The catalyst
Carnegie Mellon University’s School of Design established one of the first PhDs in Design in the USA in 1999. It remains one of only around 5 doctoral programs in Design in the USA. Those programs tend toward being social science of or for Design. The National Association of Schools of Art and Design (NASAD) recently reaffirmed its position that the MFA remain the terminal degree for Design academics, characterising a PhD as a degree in research, which may or may not be part of a Design academics work profile.
Since the establishment of doctoral programs in Design in the USA, the PhD in Design has become much more widespread, though primarily in Europe and Commonwealth countries. Those countries outside of the USA established PhDs in response to Research Quality Assurance & Measurement initiatives by the governments funding the higher education sector. Nevertheless, the response was to develop PhD program with processes, epistemologies and evaluation criteria more appropriate to the practice of Design. Practice-based Design PhDs – that is, PhDs that draw on cases of professional practice, deploy the methods practice, include products as part of their submissions, generate new knowledge about practice, and/or that are evaluated on their contributions to professional practice – are now well-established.
In the USA, there is increasing interest in Design PhDs, by academics in schools with systems of tenure or seeking to win research funding, and by designers interested in academic positions for which they must compete against international candidates with PhDs. At the same time, interest in Design as a contributor to radical innovation or social change is also driving a demand for more doctoral-level design research. It seems that the next wave of Design PhDs that meets this increasing demand in the USA could and perhaps should be practice-based.
At the same time however, higher education is entering a period of major transformation if not crisis. The business model of higher education is fragile or immoral, causing administrators to consider how social media could scale up offerings at reduced cost. In traditional disciplines, PhDs are being criticized as leading to an oversupply of academics and/or being exploited as a source of cheap instructors.
This symposium seeks to examine the state of the Design PhD in North America, with a focus on what the practice-based Design PhD in the USA should now be.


REQUIRED WORK => Output only the lines that run from the line holding "localize each UI" to the end of the data below, including both ends, without any pictures.
----
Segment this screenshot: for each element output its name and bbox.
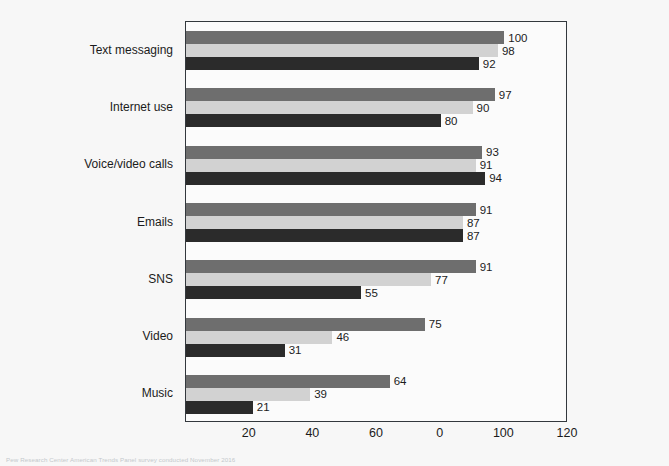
bar-value-label: 75 bbox=[425, 318, 442, 330]
bar-value-label: 21 bbox=[253, 401, 270, 413]
bar-value-label: 98 bbox=[498, 45, 515, 57]
bar bbox=[186, 401, 253, 414]
bar-value-label: 90 bbox=[473, 102, 490, 114]
x-axis-tick-label: 120 bbox=[557, 426, 578, 440]
bar bbox=[186, 273, 431, 286]
chart-footnote: Pew Research Center American Trends Pane… bbox=[6, 456, 235, 463]
bar bbox=[186, 88, 495, 101]
bar-value-label: 77 bbox=[431, 274, 448, 286]
bar-value-label: 80 bbox=[441, 115, 458, 127]
bar bbox=[186, 344, 285, 357]
bar bbox=[186, 203, 476, 216]
bar bbox=[186, 260, 476, 273]
bar bbox=[186, 229, 463, 242]
x-axis-tick-label: 60 bbox=[369, 426, 383, 440]
bar bbox=[186, 31, 504, 44]
bar-row: 39 bbox=[186, 388, 568, 401]
bar bbox=[186, 146, 482, 159]
bar-row: 55 bbox=[186, 286, 568, 299]
x-axis-tick-label: 100 bbox=[493, 426, 514, 440]
category-label: SNS bbox=[148, 272, 173, 286]
category-label: Voice/video calls bbox=[84, 157, 173, 171]
bar-value-label: 91 bbox=[476, 204, 493, 216]
bar bbox=[186, 114, 441, 127]
bar-row: 91 bbox=[186, 260, 568, 273]
bar-row: 97 bbox=[186, 88, 568, 101]
x-axis-tick-label: 20 bbox=[242, 426, 256, 440]
bar-value-label: 46 bbox=[332, 331, 349, 343]
bar-row: 31 bbox=[186, 344, 568, 357]
bar-value-label: 55 bbox=[361, 287, 378, 299]
bar-row: 46 bbox=[186, 331, 568, 344]
category-label: Emails bbox=[137, 215, 173, 229]
value-axis: 2040600100120 bbox=[185, 424, 567, 446]
bar-value-label: 64 bbox=[390, 375, 407, 387]
category-label: Music bbox=[142, 386, 173, 400]
bar-value-label: 94 bbox=[485, 172, 502, 184]
chart-figure: Text messagingInternet useVoice/video ca… bbox=[0, 0, 669, 466]
bar bbox=[186, 44, 498, 57]
x-axis-tick-label: 40 bbox=[305, 426, 319, 440]
bar bbox=[186, 216, 463, 229]
bar-row: 91 bbox=[186, 203, 568, 216]
bar-value-label: 91 bbox=[476, 261, 493, 273]
bar-row: 75 bbox=[186, 318, 568, 331]
bar-row: 92 bbox=[186, 57, 568, 70]
category-label: Internet use bbox=[110, 100, 173, 114]
bar bbox=[186, 375, 390, 388]
category-label: Text messaging bbox=[90, 43, 173, 57]
bar-row: 91 bbox=[186, 159, 568, 172]
bar bbox=[186, 57, 479, 70]
bar-value-label: 100 bbox=[504, 32, 527, 44]
bar bbox=[186, 286, 361, 299]
bar-row: 80 bbox=[186, 114, 568, 127]
bar bbox=[186, 331, 332, 344]
bar bbox=[186, 318, 425, 331]
bar-value-label: 31 bbox=[285, 344, 302, 356]
bar-value-label: 97 bbox=[495, 89, 512, 101]
bar-row: 90 bbox=[186, 101, 568, 114]
bar-row: 64 bbox=[186, 375, 568, 388]
bar-row: 98 bbox=[186, 44, 568, 57]
bar-row: 87 bbox=[186, 216, 568, 229]
bar bbox=[186, 172, 485, 185]
plot-area: 1009892979080939194918787917755754631643… bbox=[185, 21, 567, 422]
category-axis-labels: Text messagingInternet useVoice/video ca… bbox=[0, 21, 179, 422]
bar-row: 87 bbox=[186, 229, 568, 242]
bar-row: 21 bbox=[186, 401, 568, 414]
bar-value-label: 87 bbox=[463, 230, 480, 242]
bar-value-label: 92 bbox=[479, 58, 496, 70]
bar-value-label: 87 bbox=[463, 217, 480, 229]
bar-row: 94 bbox=[186, 172, 568, 185]
x-axis-tick-label: 0 bbox=[436, 426, 443, 440]
category-label: Video bbox=[143, 329, 173, 343]
bar-row: 100 bbox=[186, 31, 568, 44]
bar-value-label: 91 bbox=[476, 159, 493, 171]
bar bbox=[186, 388, 310, 401]
bar-value-label: 39 bbox=[310, 388, 327, 400]
bar-row: 77 bbox=[186, 273, 568, 286]
bar-value-label: 93 bbox=[482, 146, 499, 158]
bar bbox=[186, 159, 476, 172]
bar bbox=[186, 101, 473, 114]
bar-row: 93 bbox=[186, 146, 568, 159]
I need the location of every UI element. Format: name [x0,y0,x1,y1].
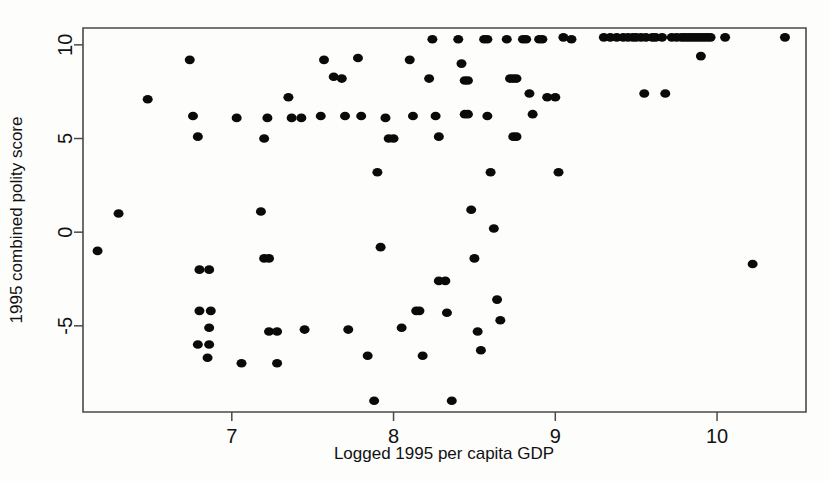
plot-frame [83,28,806,412]
data-point [482,112,492,121]
data-point [489,224,499,233]
data-point [660,89,670,98]
data-point [206,307,216,316]
data-point [442,308,452,317]
data-point [528,110,538,119]
data-point [143,95,153,104]
data-point [482,35,492,44]
data-point [319,56,329,65]
data-point [372,168,382,177]
data-point [272,327,282,336]
data-point [511,132,521,141]
data-point [300,325,310,334]
data-point [780,33,790,42]
y-tick-label: -5 [54,317,76,335]
data-point [185,56,195,65]
data-point [748,260,758,269]
data-point [193,132,203,141]
data-point [524,89,534,98]
data-point [283,93,293,102]
data-point [405,56,415,65]
data-point [447,396,457,405]
y-axis-title: 1995 combined polity score [7,117,26,324]
data-point [237,359,247,368]
data-point [639,89,649,98]
x-tick-label: 7 [226,425,237,447]
data-point [397,323,407,332]
data-point [114,209,124,218]
y-axis-ticks: -50510 [54,34,83,335]
data-point [287,114,297,123]
data-point [380,114,390,123]
data-point [431,112,441,121]
data-point [272,359,282,368]
data-point [706,33,716,42]
x-tick-label: 10 [706,425,728,447]
data-point [537,35,547,44]
data-point [232,114,242,123]
data-point [356,112,366,121]
data-point [550,93,560,102]
data-point [369,396,379,405]
data-point [353,54,363,63]
data-point [204,340,214,349]
data-point [554,168,564,177]
data-point [511,74,521,83]
data-point [363,352,373,361]
data-point [521,35,531,44]
data-point [316,112,326,121]
data-point [566,35,576,44]
data-point [463,76,473,85]
data-point [262,114,272,123]
data-point [495,316,505,325]
data-point [473,327,483,336]
data-point [466,205,476,214]
data-point [193,340,203,349]
data-point [264,254,274,263]
y-tick-label: 10 [54,34,76,56]
data-point [502,35,512,44]
data-point [204,265,214,274]
y-tick-label: 0 [54,227,76,238]
data-point [424,74,434,83]
data-point [476,346,486,355]
data-point [469,254,479,263]
x-axis-ticks: 78910 [226,412,728,447]
data-point [389,134,399,143]
data-point [194,307,204,316]
data-point [720,33,730,42]
data-point [204,323,214,332]
data-point [414,307,424,316]
data-point [194,265,204,274]
data-point [376,243,386,252]
data-point [340,112,350,121]
data-points-layer [93,33,790,405]
data-point [256,207,266,216]
data-point [427,35,437,44]
data-point [418,352,428,361]
data-point [657,33,667,42]
data-point [188,112,198,121]
data-point [93,247,103,256]
data-point [203,353,213,362]
data-point [259,134,269,143]
scatter-plot-figure: 78910 -50510 Logged 1995 per capita GDP … [0,0,829,481]
data-point [408,112,418,121]
data-point [456,59,466,68]
plot-canvas: 78910 -50510 Logged 1995 per capita GDP … [0,0,829,481]
data-point [696,52,706,61]
data-point [486,168,496,177]
data-point [343,325,353,334]
x-axis-title: Logged 1995 per capita GDP [334,444,554,463]
data-point [453,35,463,44]
y-tick-label: 5 [54,133,76,144]
data-point [434,132,444,141]
data-point [296,114,306,123]
data-point [440,277,450,286]
data-point [492,295,502,304]
data-point [463,110,473,119]
data-point [337,74,347,83]
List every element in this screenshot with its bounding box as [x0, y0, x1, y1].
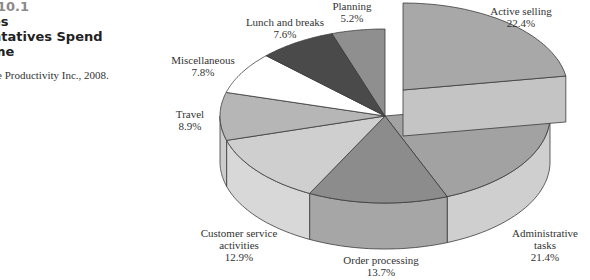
label-name: Customer service: [201, 227, 278, 239]
label-name: Administrative: [512, 227, 578, 239]
label-value: 13.7%: [343, 266, 418, 278]
label-name: Travel: [176, 108, 204, 120]
label-lunch-and-breaks: Lunch and breaks 7.6%: [246, 16, 324, 40]
label-name: Miscellaneous: [171, 54, 235, 66]
label-travel: Travel 8.9%: [176, 108, 204, 132]
label-order-processing: Order processing 13.7%: [343, 254, 418, 278]
label-name: Active selling: [490, 5, 551, 17]
label-miscellaneous: Miscellaneous 7.8%: [171, 54, 235, 78]
label-customer-service: Customer service activities 12.9%: [201, 227, 278, 263]
label-value: 7.8%: [171, 66, 235, 78]
label-name: Order processing: [343, 254, 418, 266]
label-value: 12.9%: [201, 251, 278, 263]
label-active-selling: Active selling 22.4%: [490, 5, 551, 29]
label-name: Planning: [332, 0, 371, 12]
label-value: 5.2%: [332, 12, 371, 24]
label-value: 8.9%: [176, 120, 204, 132]
label-name: Lunch and breaks: [246, 16, 324, 28]
label-value: 21.4%: [512, 251, 578, 263]
label-name-2: tasks: [512, 239, 578, 251]
label-value: 22.4%: [490, 17, 551, 29]
label-name-2: activities: [201, 239, 278, 251]
label-value: 7.6%: [246, 28, 324, 40]
pie-chart: [0, 0, 590, 280]
label-administrative-tasks: Administrative tasks 21.4%: [512, 227, 578, 263]
label-planning: Planning 5.2%: [332, 0, 371, 24]
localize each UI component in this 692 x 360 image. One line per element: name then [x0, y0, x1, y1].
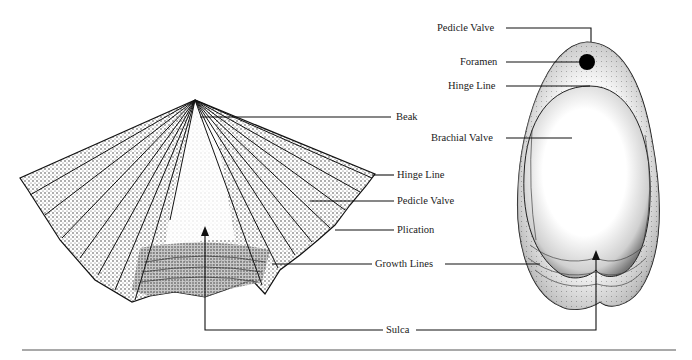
label-plication: Plication — [396, 224, 435, 236]
label-growth-lines: Growth Lines — [374, 258, 434, 270]
label-pedicle-valve-right: Pedicle Valve — [436, 22, 495, 34]
label-sulca: Sulca — [385, 324, 410, 336]
label-hinge-line-right: Hinge Line — [447, 80, 497, 92]
label-foramen: Foramen — [459, 56, 498, 68]
label-hinge-line-left: Hinge Line — [396, 169, 446, 181]
label-brachial-valve: Brachial Valve — [430, 132, 494, 144]
label-beak: Beak — [395, 111, 419, 123]
brachiopod-diagram: Beak Hinge Line Pedicle Valve Plication … — [0, 0, 692, 360]
label-pedicle-valve-left: Pedicle Valve — [396, 195, 455, 207]
right-specimen-shell — [518, 42, 660, 309]
foramen-hole — [579, 54, 595, 70]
----
SOLUTION TO THE EXERCISE =>
localize each UI component in this 692 x 360 image. One line per element: name then [x0, y0, x1, y1].
label-plication: Plication — [396, 224, 435, 236]
label-growth-lines: Growth Lines — [374, 258, 434, 270]
label-pedicle-valve-right: Pedicle Valve — [436, 22, 495, 34]
label-sulca: Sulca — [385, 324, 410, 336]
label-hinge-line-right: Hinge Line — [447, 80, 497, 92]
label-foramen: Foramen — [459, 56, 498, 68]
label-hinge-line-left: Hinge Line — [396, 169, 446, 181]
label-brachial-valve: Brachial Valve — [430, 132, 494, 144]
label-beak: Beak — [395, 111, 419, 123]
brachiopod-diagram: Beak Hinge Line Pedicle Valve Plication … — [0, 0, 692, 360]
label-pedicle-valve-left: Pedicle Valve — [396, 195, 455, 207]
right-specimen-shell — [518, 42, 660, 309]
foramen-hole — [579, 54, 595, 70]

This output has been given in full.